Fresh protests held over anti-Islam video
Angry demonstrators clash with police in Afghanistan, Indonesia and Pakistan,
as peaceful protests are held elsewhere.
Last Modified: 17 Sep 2012 11:43
Protesters in Kabul have set several vehicles on fire and injured at least 40
policemen in clashes [Reuters]
A fresh round of protests against an anti-Islam video, some of them violent,
have broken out in several countries in the Muslim world.
Protests were held on Monday in Indonesia, Afghanistan, Pakistan, the
Phillipines, Yemen and elsewhere.
In Kabul and Jakarta, protests turned violent for the first time since the
furore over the film mocking Islam first broke out last week. Hundreds of angry
men clashed with police, hurled stones and shouted "Death to America".
In Kabul on Monday, more than 1,000 Afghans protested, setting police cars and
commercial storage containers ablaze on Jalalabad Road, Mohammad Ayoub Salangi,
Kabul police chief, told the AFP news agency.
Between 40 and 50 policemen were "very slightly wounded" by stone throwers and
members of the crowd waving sticks, said Salangi.
Burning tyres sent thick black smoke streaming into the sky and rocks littered
the road as shopkeepers hurriedly locked up and ran away.
A police official, who gave his name only as Hafiz, said protesters also threw
stones at Camp Phoenix, a US-run military base in the capital, but were later
driven back.
In Jakarta, protesters hurled petrol bombs and clashed with Indonesian police
outside the US embassy, shouting "America, America, go to hell" in the first
violent film protests in the world's most populous Muslim nation.

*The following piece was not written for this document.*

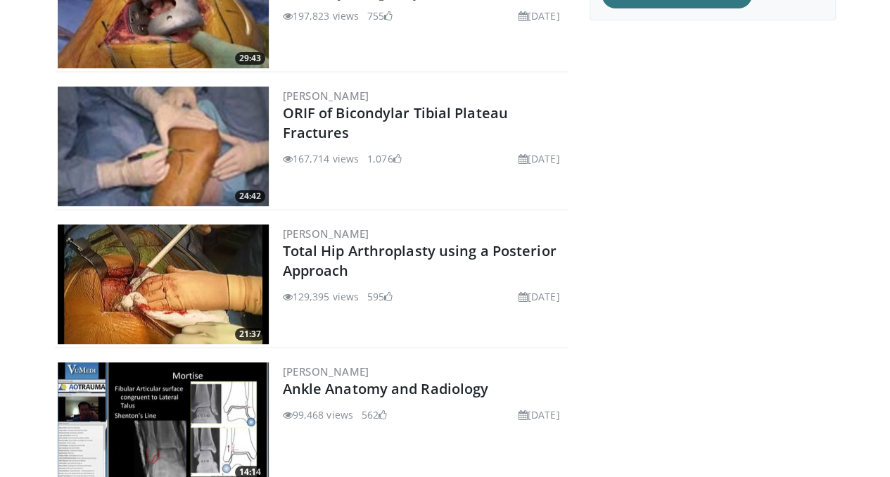 The image size is (890, 477). What do you see at coordinates (385, 388) in the screenshot?
I see `a: Ankle Anatomy and Radiology` at bounding box center [385, 388].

Police were seen kicking or dragging away some of the protesters, while one
policeman was taken away in an ambulance with his face bleeding.
Rikwanto, a police spokesperson, said that officers used tear gas, water cannon
and warning shots, but did not say whether they had fired live ammunition or
blanks.
Clashes in northwest Pakistan
In Pakistan, thousands of students burned US flags and chanted anti-US slogans
in the main northwestern city of Peshawar.
Click for in-depth coverage of Muslim world embassy attacks
In the nearby district of Upper Dir, adjacent to a former Taliban stronghold
crushed in 2009, a protester was killed and two other people wounded in an
exchange of fire with police after a similar demonstration.
The outbreaks of violence were the latest eruptions of anger over the
low-budget trailer made in the US and aired on YouTube that has fanned unrest
around the world, leaving at least 18 people dead.
The film, entitled Innocence of Muslims, believed to have been produced by a
small group of extremist Christians, has led to a week of furious protests
outside US embassies and other American symbols in at least 20 countries.
Following complaints, Google is now barring access to the video in Egypt,
India, Indonesia, Libya and now Malaysia, while the government has restricted
access to YouTube, which is owned by Google, in Afghanistan.
Monday's violence came one day after the head of the Shia Muslim movement
Hezbollah, blacklisted in the United States as a terrorist group, called from
Lebanon for a week of protests.
Protests were also held on Monday in Yemen, where hundreds of students called
for the expulsion of the US ambassador, and in the Phillipines.